Maddi pressed the button on the raised plinth beside her, and the simulacrum wavered before disappearing back into the holographic projector built into the headstone of her mother’s grave. Reaching into her bag she pulled out a bouquet of flowers and gently set them down in front of the headstone. Then she turned and left the cemetery.

Bechevinka

Author: Majoki

If you believe in monsters, you believe in Bechevinka.

As child refugees growing up in New Beijing on the southern tip of the subarctic Kamchatka Peninsula, we’d heard all the stories. Tales of fire and ice, volcanoes and glaciers, radiation and mutation.

Always beginning with Bechevinka, the remote inlet where in the early 1960s the Soviet admiralty built a nuclear submarine base. A top secret military facility of the highest priority–until it wasn’t. Bechevinka got ghosted, taken off the maps. Half a century ago, severe radiation leaks from the base’s experimental breeder reactors spooked the high command into quarantining the area.

But abandonment doesn’t mean surrender. Life is eager, opportunistic, hungry.

Atomic decay is slow, yet quite satisfying to certain cellular processes looking to gain quick competitive advantages. Cell by cell, mitosis by mitosis, Bechevinka’s failed breeder reactors began to breed surprisingly successful variants. A progeny transforming their radioactive wasteland into a mutant wonderland.

For decades, as the Sino Protectorate’s imperial reach expanded into Kamchatka, local squatters, looters, and adventurers fed stories of the fantastic until the region became fat with reports of behemoth wolves, moose, reindeer, bears, elk, and wildcats. Fierce enough giants, but there were even more intriguing tales of strange hybrids, deviant species, impossible beasts. Monsters.

So much for Bechevinka stories. The Protectorate wanted science.

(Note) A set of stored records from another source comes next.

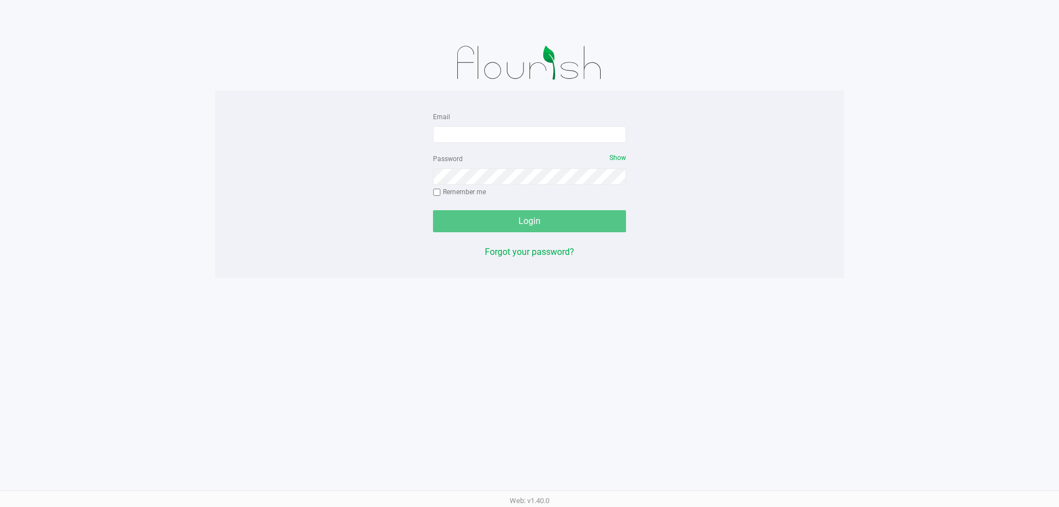 This screenshot has width=1059, height=507. What do you see at coordinates (441, 117) in the screenshot?
I see `label: Email` at bounding box center [441, 117].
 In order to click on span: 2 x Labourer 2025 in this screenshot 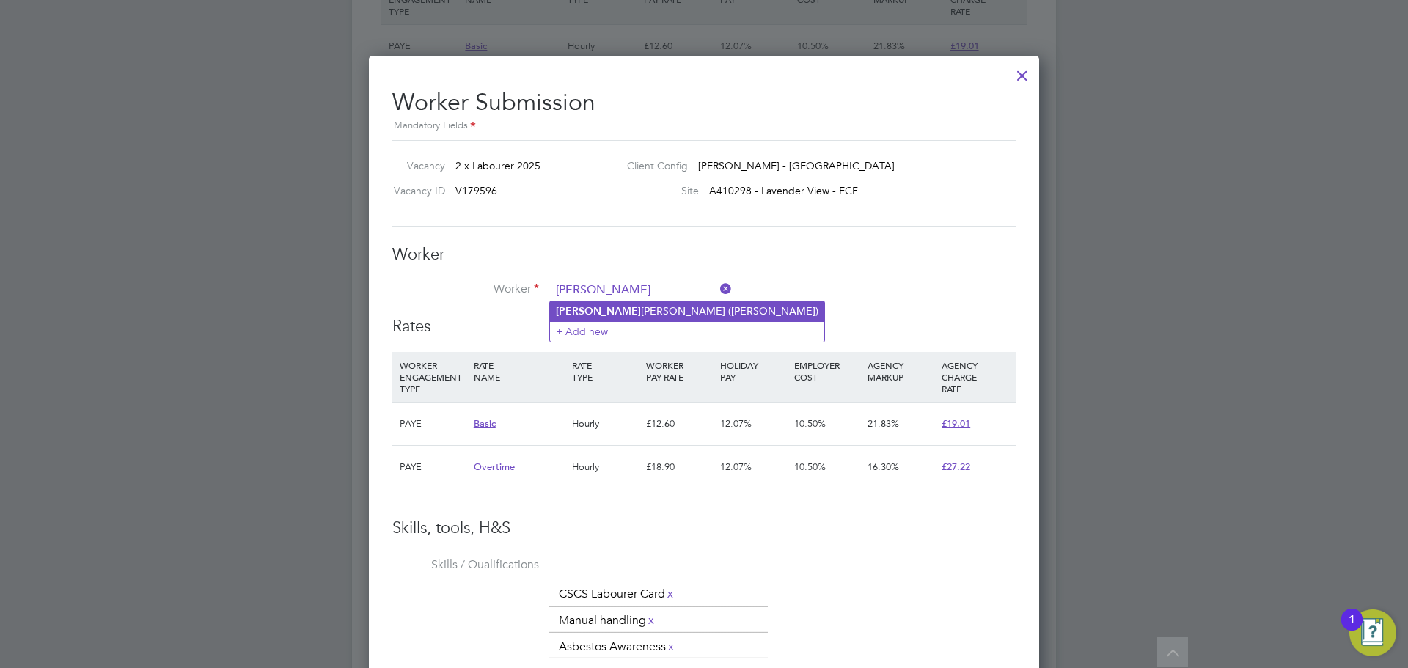, I will do `click(498, 166)`.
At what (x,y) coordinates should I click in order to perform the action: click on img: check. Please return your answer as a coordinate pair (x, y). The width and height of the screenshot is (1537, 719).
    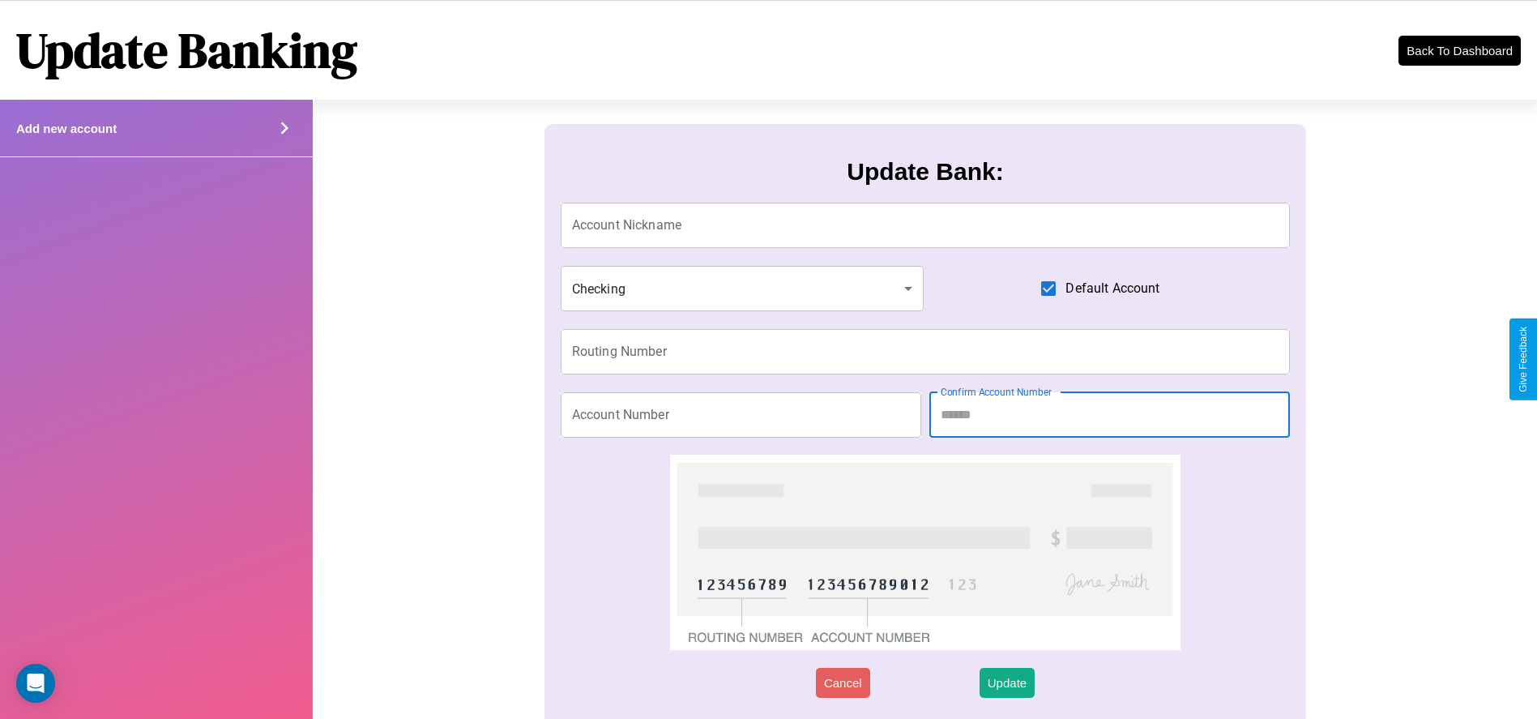
    Looking at the image, I should click on (925, 552).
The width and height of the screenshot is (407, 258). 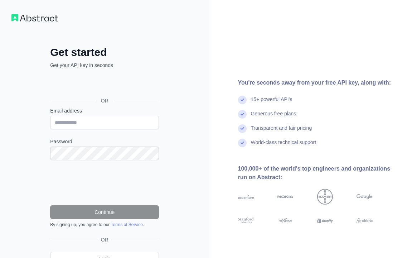 What do you see at coordinates (105, 141) in the screenshot?
I see `label: Password` at bounding box center [105, 141].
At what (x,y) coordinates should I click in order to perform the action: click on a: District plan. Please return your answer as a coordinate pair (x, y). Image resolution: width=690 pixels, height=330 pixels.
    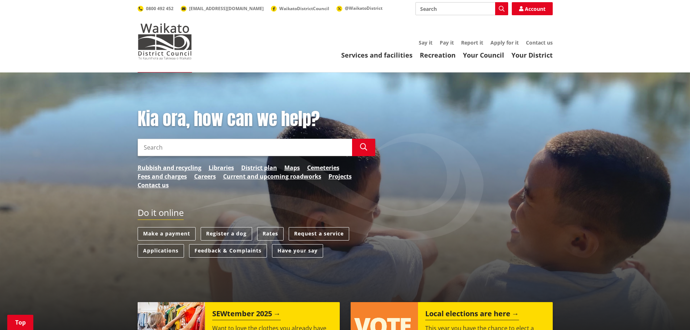
    Looking at the image, I should click on (259, 168).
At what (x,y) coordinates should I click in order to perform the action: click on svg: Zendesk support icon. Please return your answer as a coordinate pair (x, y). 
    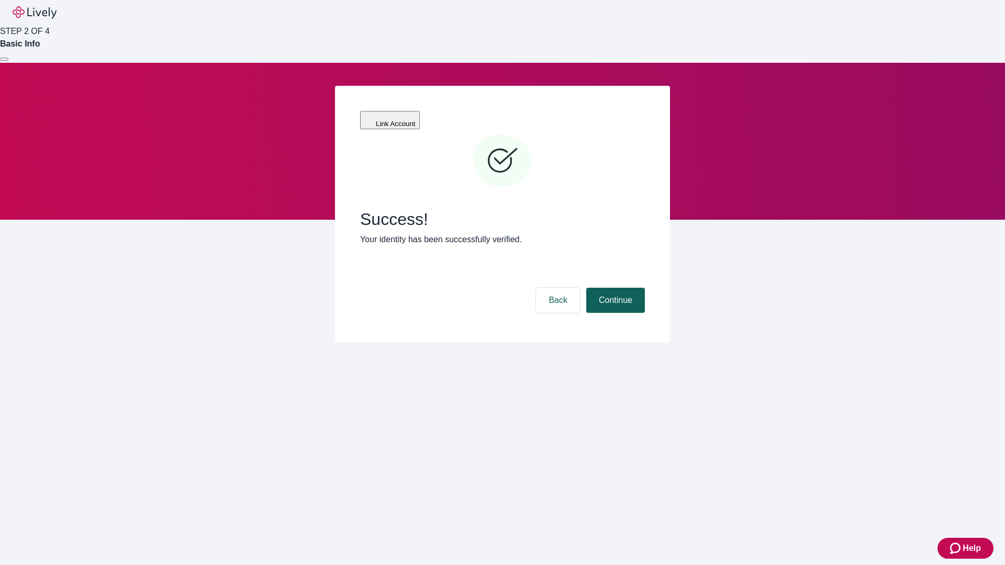
    Looking at the image, I should click on (956, 549).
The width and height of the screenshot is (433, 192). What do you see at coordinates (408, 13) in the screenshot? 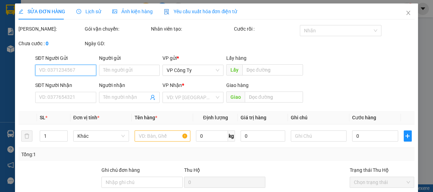
I see `span: close` at bounding box center [408, 13].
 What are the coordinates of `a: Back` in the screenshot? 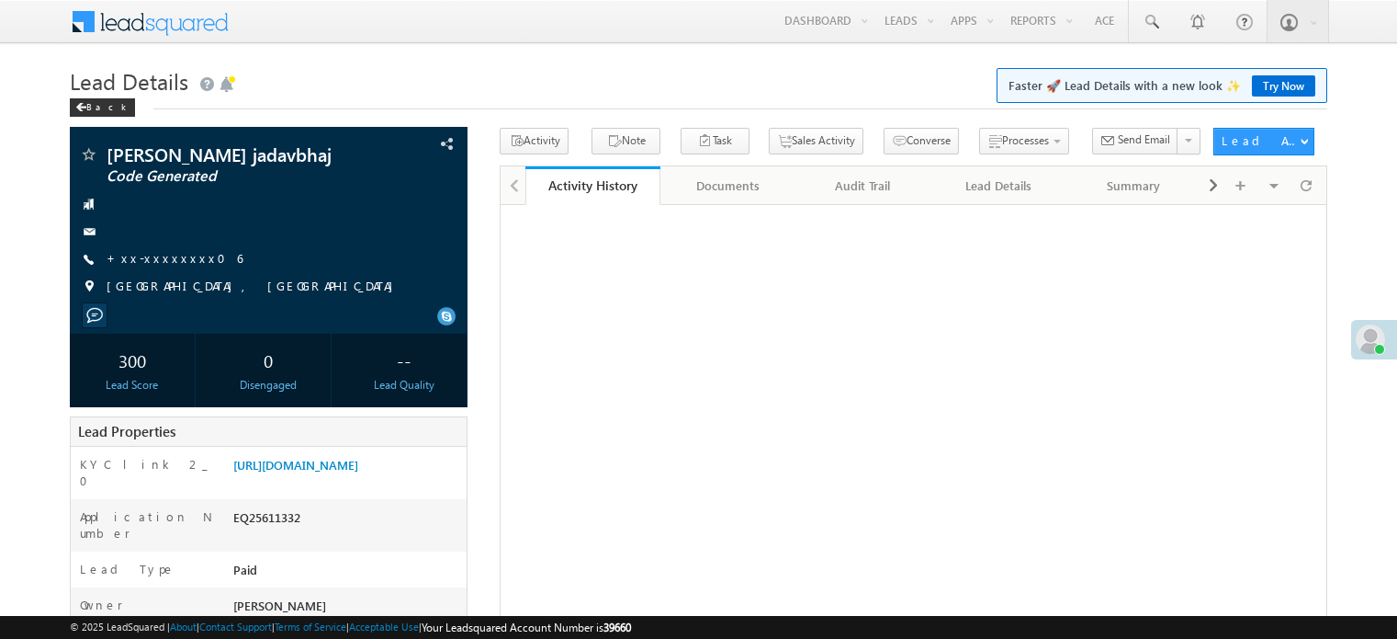 It's located at (107, 105).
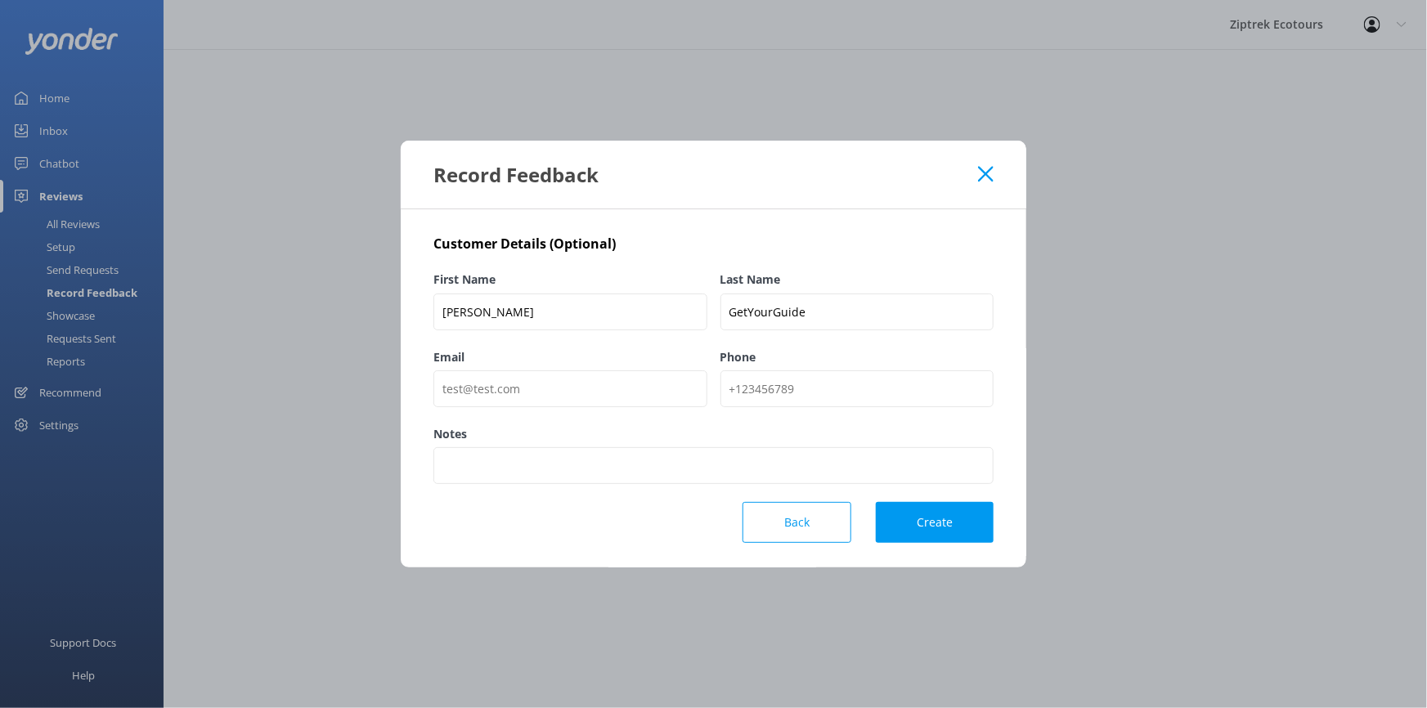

A field team went in. Nothing came out. A second. Then a third. That’s all I was ever told, though I could see well beyond the Protectorate’s official consternation to their unspoken dread. Why else would they come to me? A fortune teller.

Through war, famine and drought, my mother risked her life many times to get me to a safer place, to a much fuller life. She told me I had a gift. That I was a seer. She said I could not only see the future, but make it a better one.

Right. All I’d ever done was hide behind a crystal ball and lose myself in tea leaves, divining convenient truths for New Beijing’s ever-superstitious elite. Until the officials came asking what I could foretell about Bechevinka. They wanted answers.

So, I gave them what they wanted: permission to exterminate themselves. I told them I foresaw Bechevinka’s promise. Superhumans. Unassailable power for their ruling class. But they must go themselves. Expose themselves to Bechevinka’s transformative elements.

Enough went. Enough high officials perished that I felt I’d fulfilled my mother’s prophecy of a better future.

You see, my mother was beaten to death by Protectorate thugs because she’d helped me escape from child traffickers who paid those same high officials huge kickbacks. She died giving me the gift of freedom. My gift, my clairvoyance, couldn’t save her from simple greed and ruthlessness. Our real kryptonite.

It’s not hard to see that Bechevinka isn’t the only place which breeds monsters.